WORK ORDER
For this task, retype the records below exactly.

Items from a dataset
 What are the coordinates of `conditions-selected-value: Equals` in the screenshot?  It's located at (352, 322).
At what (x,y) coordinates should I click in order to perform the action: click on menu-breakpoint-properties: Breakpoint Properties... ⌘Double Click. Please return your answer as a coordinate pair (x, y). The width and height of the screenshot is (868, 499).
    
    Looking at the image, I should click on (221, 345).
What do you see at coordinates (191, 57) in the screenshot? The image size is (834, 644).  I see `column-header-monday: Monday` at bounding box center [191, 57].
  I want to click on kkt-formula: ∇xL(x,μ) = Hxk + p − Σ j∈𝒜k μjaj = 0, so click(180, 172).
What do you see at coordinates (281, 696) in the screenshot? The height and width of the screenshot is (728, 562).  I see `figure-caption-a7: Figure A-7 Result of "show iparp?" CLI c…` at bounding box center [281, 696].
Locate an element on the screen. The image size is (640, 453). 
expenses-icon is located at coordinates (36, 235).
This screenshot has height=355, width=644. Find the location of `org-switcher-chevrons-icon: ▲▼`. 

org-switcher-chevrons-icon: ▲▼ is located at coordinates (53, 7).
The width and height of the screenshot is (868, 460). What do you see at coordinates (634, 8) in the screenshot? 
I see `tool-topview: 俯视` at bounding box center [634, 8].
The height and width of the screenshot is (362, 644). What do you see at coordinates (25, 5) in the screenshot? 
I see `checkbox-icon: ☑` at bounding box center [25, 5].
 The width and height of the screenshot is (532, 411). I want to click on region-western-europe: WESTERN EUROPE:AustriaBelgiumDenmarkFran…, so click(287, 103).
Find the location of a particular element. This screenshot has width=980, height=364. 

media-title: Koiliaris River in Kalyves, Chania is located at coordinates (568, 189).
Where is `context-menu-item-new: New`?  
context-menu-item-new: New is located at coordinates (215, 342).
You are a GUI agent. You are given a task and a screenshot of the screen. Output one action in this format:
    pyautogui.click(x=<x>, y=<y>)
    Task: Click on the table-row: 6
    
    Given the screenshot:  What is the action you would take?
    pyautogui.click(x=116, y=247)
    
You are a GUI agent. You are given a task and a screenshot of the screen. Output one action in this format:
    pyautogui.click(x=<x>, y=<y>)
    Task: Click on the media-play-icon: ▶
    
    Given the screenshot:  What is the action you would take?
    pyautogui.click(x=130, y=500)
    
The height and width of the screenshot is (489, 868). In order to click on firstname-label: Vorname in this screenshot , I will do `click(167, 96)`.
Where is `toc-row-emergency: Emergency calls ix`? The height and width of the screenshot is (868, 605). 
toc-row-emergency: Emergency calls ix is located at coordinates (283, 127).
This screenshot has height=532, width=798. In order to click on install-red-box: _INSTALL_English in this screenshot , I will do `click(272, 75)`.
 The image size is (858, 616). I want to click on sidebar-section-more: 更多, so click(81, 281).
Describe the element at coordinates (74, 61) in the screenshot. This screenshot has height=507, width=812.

RESULT FOR THIS TASK
 What are the coordinates of `conditions-selected-value: Equals` in the screenshot?  It's located at (352, 322).
At what (x,y) coordinates should I click in order to perform the action: click on menu-breakpoint-properties: Breakpoint Properties... ⌘Double Click. Please return your answer as a coordinate pair (x, y). The width and height of the screenshot is (868, 499).
    
    Looking at the image, I should click on (221, 345).
What do you see at coordinates (191, 57) in the screenshot? The image size is (834, 644).  I see `column-header-monday: Monday` at bounding box center [191, 57].
  I want to click on kkt-formula: ∇xL(x,μ) = Hxk + p − Σ j∈𝒜k μjaj = 0, so click(180, 172).
What do you see at coordinates (281, 696) in the screenshot? The height and width of the screenshot is (728, 562).  I see `figure-caption-a7: Figure A-7 Result of "show iparp?" CLI c…` at bounding box center [281, 696].
Locate an element on the screen. The image size is (640, 453). 
expenses-icon is located at coordinates (36, 235).
This screenshot has height=355, width=644. Find the location of `org-switcher-chevrons-icon: ▲▼`. 

org-switcher-chevrons-icon: ▲▼ is located at coordinates (53, 7).
The width and height of the screenshot is (868, 460). What do you see at coordinates (634, 8) in the screenshot? 
I see `tool-topview: 俯视` at bounding box center [634, 8].
The height and width of the screenshot is (362, 644). What do you see at coordinates (25, 5) in the screenshot? 
I see `checkbox-icon: ☑` at bounding box center [25, 5].
 The width and height of the screenshot is (532, 411). I want to click on region-western-europe: WESTERN EUROPE:AustriaBelgiumDenmarkFran…, so click(287, 103).
Find the location of a particular element. This screenshot has width=980, height=364. 

media-title: Koiliaris River in Kalyves, Chania is located at coordinates (568, 189).
Where is `context-menu-item-new: New`?  
context-menu-item-new: New is located at coordinates (215, 342).
You are a GUI agent. You are given a task and a screenshot of the screen. Output one action in this format:
    pyautogui.click(x=<x>, y=<y>)
    Task: Click on the table-row: 6
    
    Given the screenshot:  What is the action you would take?
    pyautogui.click(x=116, y=247)
    
You are a GUI agent. You are given a task and a screenshot of the screen. Output one action in this format:
    pyautogui.click(x=<x>, y=<y>)
    Task: Click on the media-play-icon: ▶
    
    Given the screenshot:  What is the action you would take?
    pyautogui.click(x=130, y=500)
    
The height and width of the screenshot is (489, 868). In order to click on firstname-label: Vorname in this screenshot , I will do `click(167, 96)`.
Where is `toc-row-emergency: Emergency calls ix`? The height and width of the screenshot is (868, 605). 
toc-row-emergency: Emergency calls ix is located at coordinates (283, 127).
This screenshot has height=532, width=798. In order to click on install-red-box: _INSTALL_English in this screenshot , I will do `click(272, 75)`.
 The image size is (858, 616). I want to click on sidebar-section-more: 更多, so click(81, 281).
Describe the element at coordinates (74, 61) in the screenshot. This screenshot has height=507, width=812.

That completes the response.